The focal point is Jake Fraser-McGurk. Like many emergent Indian talents, Fraser-McGurk is a native to short-form cricket. Since superseding Warner for the Delhi Capitals, Fraser-McGurk has played some innings that have to be seen to be believed. His strike rate of 233.33 is fourth in the IPL and everyone else in the top 10 is a lower-order slogger while Fraser-McGurk comes in at the top. He has treated Jasprit Bumrah and the best bowlers in the world as if their best balls are hung up a hitting sock from the garage ceiling. Even in his prime, let alone now, Warner has never matched this.

Jake Fraser-McGurk.Credit: Simon Letch

Chairman of selectors George Bailey said these performances had been ‘really eye catching’ and ‘really exciting’, but not enough for selection. Instead, the priority is ‘to structure the way we want’ and ‘the way we’re functioning at the top of the order with the three guys we’ve had there has been really strong as well’. In other words, the incumbents’ hypnotic hold on the panel continues. You are getting sleepy…

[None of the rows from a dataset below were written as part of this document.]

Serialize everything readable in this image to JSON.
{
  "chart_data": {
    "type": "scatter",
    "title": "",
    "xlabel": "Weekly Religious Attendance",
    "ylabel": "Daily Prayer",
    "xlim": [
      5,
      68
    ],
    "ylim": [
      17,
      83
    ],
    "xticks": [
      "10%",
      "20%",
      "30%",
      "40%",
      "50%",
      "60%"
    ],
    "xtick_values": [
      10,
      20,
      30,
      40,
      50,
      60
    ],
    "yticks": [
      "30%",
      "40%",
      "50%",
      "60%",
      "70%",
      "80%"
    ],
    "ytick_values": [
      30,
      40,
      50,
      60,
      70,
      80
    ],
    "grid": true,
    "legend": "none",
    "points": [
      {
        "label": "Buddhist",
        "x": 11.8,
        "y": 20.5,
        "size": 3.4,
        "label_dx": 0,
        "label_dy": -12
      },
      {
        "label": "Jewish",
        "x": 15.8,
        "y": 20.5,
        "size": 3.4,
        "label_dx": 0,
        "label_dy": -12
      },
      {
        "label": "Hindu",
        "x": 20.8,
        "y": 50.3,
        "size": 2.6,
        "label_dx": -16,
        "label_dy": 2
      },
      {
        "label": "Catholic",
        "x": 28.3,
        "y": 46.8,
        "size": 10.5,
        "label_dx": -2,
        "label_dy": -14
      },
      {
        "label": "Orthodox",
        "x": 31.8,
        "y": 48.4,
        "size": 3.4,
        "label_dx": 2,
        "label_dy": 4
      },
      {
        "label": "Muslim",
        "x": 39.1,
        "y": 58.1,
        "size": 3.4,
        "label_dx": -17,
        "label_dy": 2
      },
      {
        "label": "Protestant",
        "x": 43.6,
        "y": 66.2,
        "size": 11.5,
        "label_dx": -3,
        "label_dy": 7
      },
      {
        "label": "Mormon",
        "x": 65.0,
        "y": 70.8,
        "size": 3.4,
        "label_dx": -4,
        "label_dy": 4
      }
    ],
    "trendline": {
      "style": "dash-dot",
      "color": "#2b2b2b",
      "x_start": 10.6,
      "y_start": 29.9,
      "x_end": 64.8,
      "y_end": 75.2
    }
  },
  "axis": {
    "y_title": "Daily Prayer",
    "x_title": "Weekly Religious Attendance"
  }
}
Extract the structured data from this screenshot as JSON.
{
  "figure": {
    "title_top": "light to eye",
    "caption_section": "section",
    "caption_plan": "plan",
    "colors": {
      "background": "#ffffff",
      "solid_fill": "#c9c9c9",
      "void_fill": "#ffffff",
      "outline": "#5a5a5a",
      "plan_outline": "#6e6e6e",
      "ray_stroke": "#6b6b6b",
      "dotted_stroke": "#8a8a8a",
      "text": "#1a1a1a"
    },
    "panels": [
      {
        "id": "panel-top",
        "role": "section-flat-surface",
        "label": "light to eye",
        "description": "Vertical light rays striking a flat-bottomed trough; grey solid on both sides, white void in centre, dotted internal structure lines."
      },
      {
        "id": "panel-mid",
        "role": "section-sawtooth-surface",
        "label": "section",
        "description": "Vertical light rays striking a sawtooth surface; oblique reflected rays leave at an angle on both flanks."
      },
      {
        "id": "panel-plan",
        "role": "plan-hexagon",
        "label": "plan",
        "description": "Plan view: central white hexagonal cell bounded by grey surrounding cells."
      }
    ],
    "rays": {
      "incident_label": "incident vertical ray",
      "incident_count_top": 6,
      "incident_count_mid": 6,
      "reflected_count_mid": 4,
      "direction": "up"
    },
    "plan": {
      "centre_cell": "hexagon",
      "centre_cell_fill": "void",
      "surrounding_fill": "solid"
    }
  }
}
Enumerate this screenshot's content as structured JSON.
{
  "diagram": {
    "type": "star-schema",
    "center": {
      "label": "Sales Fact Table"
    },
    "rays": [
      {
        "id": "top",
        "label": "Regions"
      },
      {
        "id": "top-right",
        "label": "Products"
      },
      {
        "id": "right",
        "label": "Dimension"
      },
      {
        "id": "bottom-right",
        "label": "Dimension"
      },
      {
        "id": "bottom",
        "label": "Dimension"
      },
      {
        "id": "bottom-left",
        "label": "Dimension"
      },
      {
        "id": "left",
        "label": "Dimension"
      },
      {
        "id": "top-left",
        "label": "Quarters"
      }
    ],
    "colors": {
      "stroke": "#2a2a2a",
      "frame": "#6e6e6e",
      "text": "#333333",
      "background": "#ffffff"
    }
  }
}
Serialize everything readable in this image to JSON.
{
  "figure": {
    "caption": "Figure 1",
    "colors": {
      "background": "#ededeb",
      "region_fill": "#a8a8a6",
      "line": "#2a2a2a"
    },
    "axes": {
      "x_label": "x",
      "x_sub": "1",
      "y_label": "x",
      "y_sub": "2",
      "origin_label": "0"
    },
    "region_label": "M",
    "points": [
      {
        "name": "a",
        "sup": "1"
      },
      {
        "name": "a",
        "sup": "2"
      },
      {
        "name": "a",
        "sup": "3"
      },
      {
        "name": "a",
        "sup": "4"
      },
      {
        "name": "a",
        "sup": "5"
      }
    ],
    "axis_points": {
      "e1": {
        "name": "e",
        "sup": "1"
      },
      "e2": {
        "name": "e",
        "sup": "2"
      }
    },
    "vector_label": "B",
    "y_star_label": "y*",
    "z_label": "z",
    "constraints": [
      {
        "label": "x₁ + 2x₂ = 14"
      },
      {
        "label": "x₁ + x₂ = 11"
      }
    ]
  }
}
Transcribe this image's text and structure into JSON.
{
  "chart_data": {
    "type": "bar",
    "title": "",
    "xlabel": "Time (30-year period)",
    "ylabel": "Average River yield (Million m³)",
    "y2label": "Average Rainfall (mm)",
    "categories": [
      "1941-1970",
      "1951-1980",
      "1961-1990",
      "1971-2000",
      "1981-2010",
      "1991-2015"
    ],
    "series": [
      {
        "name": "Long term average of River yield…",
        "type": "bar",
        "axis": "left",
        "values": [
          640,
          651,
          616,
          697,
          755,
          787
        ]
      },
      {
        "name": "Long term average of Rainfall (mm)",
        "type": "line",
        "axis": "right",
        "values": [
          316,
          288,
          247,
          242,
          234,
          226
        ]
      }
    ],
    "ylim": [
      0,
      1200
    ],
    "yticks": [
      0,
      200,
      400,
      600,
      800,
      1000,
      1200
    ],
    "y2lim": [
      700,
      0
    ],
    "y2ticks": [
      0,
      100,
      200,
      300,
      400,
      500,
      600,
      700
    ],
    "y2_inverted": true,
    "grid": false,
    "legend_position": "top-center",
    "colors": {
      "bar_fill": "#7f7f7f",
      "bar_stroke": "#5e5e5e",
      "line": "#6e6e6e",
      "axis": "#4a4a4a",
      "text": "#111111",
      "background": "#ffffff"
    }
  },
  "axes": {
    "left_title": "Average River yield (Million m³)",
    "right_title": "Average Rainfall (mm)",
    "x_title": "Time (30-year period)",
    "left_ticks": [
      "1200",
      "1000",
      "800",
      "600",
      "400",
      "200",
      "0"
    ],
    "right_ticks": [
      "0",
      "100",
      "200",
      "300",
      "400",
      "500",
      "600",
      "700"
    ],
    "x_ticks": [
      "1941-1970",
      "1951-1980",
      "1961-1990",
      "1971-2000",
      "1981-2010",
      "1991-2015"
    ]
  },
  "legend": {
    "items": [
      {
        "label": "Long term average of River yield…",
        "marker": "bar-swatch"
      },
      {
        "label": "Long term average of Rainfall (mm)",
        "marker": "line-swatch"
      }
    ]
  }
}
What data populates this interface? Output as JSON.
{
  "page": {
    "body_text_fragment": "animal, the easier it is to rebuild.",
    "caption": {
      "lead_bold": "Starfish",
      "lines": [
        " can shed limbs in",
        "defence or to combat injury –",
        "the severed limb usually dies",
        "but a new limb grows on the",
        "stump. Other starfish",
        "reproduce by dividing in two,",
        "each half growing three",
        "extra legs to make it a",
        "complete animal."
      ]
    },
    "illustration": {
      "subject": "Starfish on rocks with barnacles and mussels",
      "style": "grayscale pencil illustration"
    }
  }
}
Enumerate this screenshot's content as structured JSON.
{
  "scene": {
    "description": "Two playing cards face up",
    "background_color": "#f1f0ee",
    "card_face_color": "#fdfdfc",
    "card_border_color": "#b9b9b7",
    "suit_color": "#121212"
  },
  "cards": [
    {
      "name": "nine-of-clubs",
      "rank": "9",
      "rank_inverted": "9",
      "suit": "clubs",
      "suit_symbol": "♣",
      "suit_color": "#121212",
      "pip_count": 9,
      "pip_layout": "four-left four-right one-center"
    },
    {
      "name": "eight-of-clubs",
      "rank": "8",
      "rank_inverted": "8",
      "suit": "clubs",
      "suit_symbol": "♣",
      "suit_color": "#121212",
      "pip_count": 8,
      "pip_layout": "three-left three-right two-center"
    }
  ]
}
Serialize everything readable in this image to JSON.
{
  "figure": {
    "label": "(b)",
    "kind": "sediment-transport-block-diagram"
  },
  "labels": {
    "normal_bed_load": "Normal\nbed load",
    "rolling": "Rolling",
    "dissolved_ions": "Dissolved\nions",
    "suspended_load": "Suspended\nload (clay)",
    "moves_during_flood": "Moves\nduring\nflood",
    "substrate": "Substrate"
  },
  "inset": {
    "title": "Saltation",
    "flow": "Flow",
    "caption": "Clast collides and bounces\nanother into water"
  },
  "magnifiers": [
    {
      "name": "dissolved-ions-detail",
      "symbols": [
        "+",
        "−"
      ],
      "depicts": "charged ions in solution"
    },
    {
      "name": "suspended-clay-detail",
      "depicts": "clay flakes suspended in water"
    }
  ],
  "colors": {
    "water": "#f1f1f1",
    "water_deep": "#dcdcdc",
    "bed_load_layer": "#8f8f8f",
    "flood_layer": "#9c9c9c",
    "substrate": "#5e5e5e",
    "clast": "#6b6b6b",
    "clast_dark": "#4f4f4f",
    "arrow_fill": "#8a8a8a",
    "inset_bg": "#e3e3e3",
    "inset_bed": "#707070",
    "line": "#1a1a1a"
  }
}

If the selectors looked to the next rank of Australian T20 batting, they might have looked at the last Big Bash League. The top-performing locals who scored more than 200 runs with a strike rate of more than 150 were Maxwell, Jake Weatherald, Chris Lynn, Fraser-McGurk and tournament top-scorer Matt Short (whose 542 runs at 60.11 with a strike rate of 153.25 were 180 runs more than the next highest scorer, making him the Cameron Bancroft of T20 cricket). Aaron Hardie scored 334 runs, at a strike rate of127.96, and also had a bowling economy rate among the best in the league. These players, Bailey said, ‘were all part of long conversations’ and surely also journeys, deep dives, hot takes and circle-backs, but where they ultimately landed did not move the needle. Somebody spare us.